Special effects here were handled by John Carl Buechler, who went on to direct stuff like ‘Troll’ and ‘Cellar Dweller’ for Charles Band, which… actually kind of makes sense, I suppose? I mean, I may not have quite as much of a detailed understanding of 80s b-horror chronology as fans more thoroughly steeped in this particular area, but I’ve always had the general impression that it was in the late ‘80s - when trolls, gnomes, killer dolls and god knows what were running amok and films like ‘House’ and assorted ‘..Elm Street’ sequels were ruling the video shelves – that medium budget horror films, perhaps wary of censorship or simply aware of the genre’s increasingly young fan-base, began to focus on fantastical, rubbery creature designs as a substitute for more quote-unquote “realistic” sex n’ violence.

To my mind therefore, 1981 feels very early for the kind of latex monstrosities which dominate the last few reels of ‘Mausoleum’; perhaps we could even see Buechler’s work here as somewhat pioneering in that respect, although the film as a whole could perhaps be better framed as a transitory work, mixing full on, creature-feature goofiness with lurid gore and a defiantly puerile, ‘70s drive-in approach to nudity and sexual exploitation?

Well, who knows. Overall, ‘Mausoleum’ is a strange beast, standing out largely for its EC Comics-on-crack tastelessness, and for the eye-watering ugliness of its production design. In this respect, the film is pitched roughly on the level you’d expect from the kind of teenage SOV movie celebrated by Bleeding Skull, which sits oddly alongside its technical proficiency, orchestral score and cast of industry professionals.

In an attempt to understand this disjuncture, I will close by simply drawing your attention to the background of a couple of the film’s principal architects.

Producer Michael Franzese was an heir to New York’s notorious Colombo crime family who earned himself the nickname “The Yuppie Don” during the ‘80s, reportedly raking in a vast fortune via a gasoline bootlegging operation he arranged with the Russian Mafia. A veteran of numerous Grand Jury appearances, racketeering trials and state indictments, he is widely assumed to have begun investing in the film industry for the purposes of money laundering and/or tax avoidance. After ‘Mausoleum’, he went on to produce the impossibly crass (yet hugely entertaining) Linda Blair exploitation classic ‘Savage Streets’ (1984), before eventually getting hit with a jail term and subsequently re-inventing himself as a born-again motivational speaker.

Meanwhile, the sum total of director Michael Dugan’s other film industry credits to date are, in order: a 1976 kids movie named ‘Super Seal’, a 1999 T&A comedy (‘Raging Hormones’), and a 2015 “TV mini-series” entitled ‘The Adventures of Turkey Dude’, which does not appear to have ever been publically screened.

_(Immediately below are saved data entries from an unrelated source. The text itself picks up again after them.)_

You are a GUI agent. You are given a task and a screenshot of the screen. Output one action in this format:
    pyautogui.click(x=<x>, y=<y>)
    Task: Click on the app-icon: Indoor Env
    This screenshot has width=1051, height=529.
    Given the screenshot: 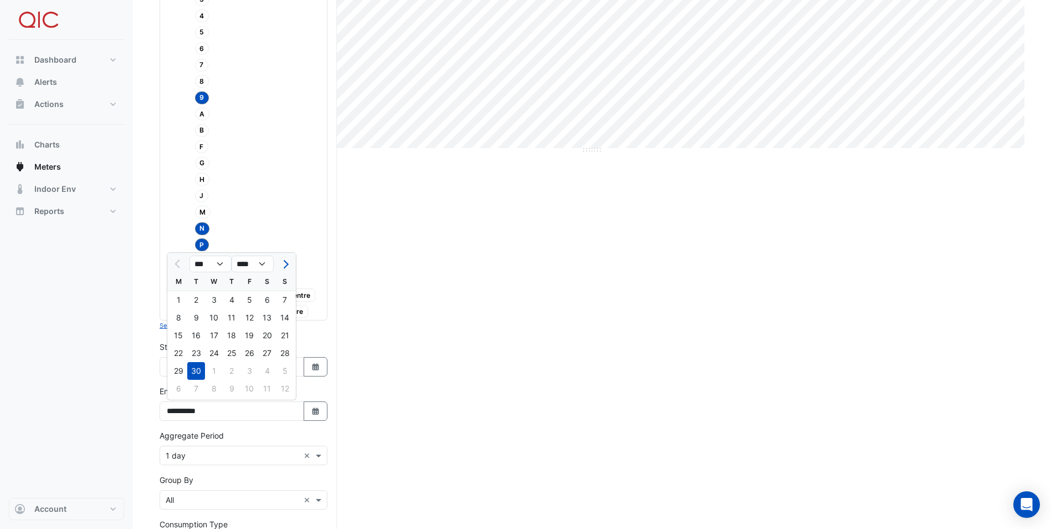 What is the action you would take?
    pyautogui.click(x=20, y=189)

Somewhere between the aesthetics embodied by these two gentlemen, the essence of ‘Mausoleum’ lies, waiting.

2 comments:

Maurice Mickelwhite said...

"I instead found myself becoming increasingly infuriated by the way the gardener seemed to be spending ages and ages attempting to remove an unsightly tree stump by half-heartedly swinging an axe into the top of it. That won’t bloody work mate!"

I love it when things like that crop up in a film, when you sit there thinking "nah, thats not gonna work" at some random thing that you aren't really supposed to be paying much attention to YET draws the eye :)

I've been meaning to watch this one for yonks, so might finally get it on tonight. My main memory of it is being at a Halloween party aged about 11 and this was the chosen film. Even then "Nemod" didn't pass much muster amongst the group. Maybe they live next door to the Alucards?

Ben said...

Yeah, somewhere just down the road from Nilbog, probably. : ) (Actually, there's a slight 'Troll' connection here, so 'Mausoleum' might have been a distant influence on 'Troll 2's batshit scripting process, you never know...)

And, wow, yes - this film I think would be PERFECT for a Halloween party full of 11 year olds I think - it's pitched at exactly the right level for that age group (but just don't tell their parents).